Wolves 2 Cardiff 2
Wolves came away with a point after a royal Dimitrios Konstantopoulos clanger at Molineux. Wolves came away with a point after a royal Dimitrios Konstantopoulos clanger at Molineux. The Cardiff goalkeeper somehow dropped Kyel Reid's cross into his own net with nine minutes to go. Wolves striker Sylvan Ebanks Blake had nodded the home side in front with his 21st goal of the season after just 11 minutes. That was cancelled out 20 minutes later, when Michael Chopra latched on to Paul Parry's choice ball to fire home. The wobbling Wolves found themselves behind three minutes after the interval, when defender Roger Johnson headed home Parry's corner. That was until Konstantopoulos' timely intervention. For the full story and pictures see today's Shropshire Star
Wolves boss Mick McCarthy admitted his relief at emerging with a point in their 2-2 draw against Cardiff.
But he insisted the Championship leaders more than deserved it for their first-half performance.
Cardiff keeper Dimi Konstantopoulos' fumbled attempt to catch substitute Kyel Reid's 81st minute cross ended up gifting Wolves a point.
"There was some relief at getting a point, but in the first half we had chances to be more than 1-0 ahead," said McCarthy.
"It was a really improved performance. I thought we were excellent for half an hour, really terrific. We could have put the game to bed.
"But if you're talking about a little bit of luck, we got it from the speculative effort from Kyel which ended up giving us an equaliser.
"It was a fabulous cross but should have been dealt with by their keeper.
"He made a mistake and it gave us a point.
"I most definitely think we deserved that slice of luck.
"Maybe we've been waiting for that because I'd thought our luck had seriously deserted us.
"We thought we needed one off somebody's backside or something and maybe that second goal was that little bit of luck."
McCarthy revealed his sympathy for left-back Stephen Ward in the build-up to Michael Chopra's 31st minute leveller for Cardiff after Paul Parry crossed at the second attempt.
"Their first goal was a good one, but I felt a bit for 'Wardy' because he'd done well and made a good tackle only for the ball to not go out and ricochet back in," said the boss.
"It was crossed back to (Michael) Chopra who's a Premier League striker and he buried it."
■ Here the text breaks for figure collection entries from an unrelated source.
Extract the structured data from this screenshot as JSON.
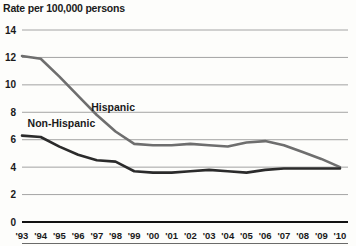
{
  "chart_data": {
    "type": "line",
    "title": "Rate per 100,000 persons",
    "xlabel": "",
    "ylabel": "Rate per 100,000 persons",
    "grid": true,
    "legend_position": "inline-annotation",
    "ylim": [
      0,
      14
    ],
    "yticks": [
      0,
      2,
      4,
      6,
      8,
      10,
      12,
      14
    ],
    "ytick_labels": [
      "0",
      "2",
      "4",
      "6",
      "8",
      "10",
      "12",
      "14"
    ],
    "categories": [
      "'93",
      "'94",
      "'95",
      "'96",
      "'97",
      "'98",
      "'99",
      "'00",
      "'01",
      "'02",
      "'03",
      "'04",
      "'05",
      "'06",
      "'07",
      "'08",
      "'09",
      "'10"
    ],
    "x": [
      1993,
      1994,
      1995,
      1996,
      1997,
      1998,
      1999,
      2000,
      2001,
      2002,
      2003,
      2004,
      2005,
      2006,
      2007,
      2008,
      2009,
      2010
    ],
    "series": [
      {
        "name": "Hispanic",
        "color": "#6e6e6e",
        "values": [
          12.1,
          11.9,
          10.6,
          9.2,
          7.8,
          6.6,
          5.7,
          5.6,
          5.6,
          5.7,
          5.6,
          5.5,
          5.8,
          5.9,
          5.6,
          5.1,
          4.6,
          4.0
        ]
      },
      {
        "name": "Non-Hispanic",
        "color": "#2b2b2b",
        "values": [
          6.3,
          6.2,
          5.5,
          4.9,
          4.5,
          4.4,
          3.7,
          3.6,
          3.6,
          3.7,
          3.8,
          3.7,
          3.6,
          3.8,
          3.9,
          3.9,
          3.9,
          3.9
        ]
      }
    ],
    "annotations": [
      {
        "text": "Hispanic",
        "x": 1996.7,
        "y": 8.1
      },
      {
        "text": "Non-Hispanic",
        "x": 1993.3,
        "y": 6.9
      }
    ]
  }
}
Many fans thought Karl Henry was fouled at the start of the move that gave Cardiff the corner from which defender Roger Johnson scored the Bluebirds' second goal to put the visitors ahead on 48.
But the Wolves chief instead blamed it on the errors from his players.
"We made two mistakes at the start of the second half – one compounds the other and we were 2-0 down," he said.
"It was a great header by Roger Johnson but we made a mistake in midfield and then didn't mark properly.
"We ended up chasing it then and could have lost it by three because we were all over the shop."
Wolves have failed to win despite leading in six of their last 10 games, but McCarthy praised his players for showing character to hit back after trailing.
"I thought my players were different class for half an hour," he said. "They had a disappointment, but we played well and I was delighted with the overall performance.
"I feel the players have handled it well, from being 2-1 down and dealing with all those outside factors that seem apparent."
McCarthy made three changes, recalling Jody Craddock, Dave Edwards and Andy Keogh for Richard Stearman, Nigel Quashie and Sam Vokes and paid tribute to club captain Craddock.
"I just felt we needed his experience because we've been shipping goals," he said.
"We still shipped another two yesterday but it was nothing to do with Jody – I thought he had a really good game."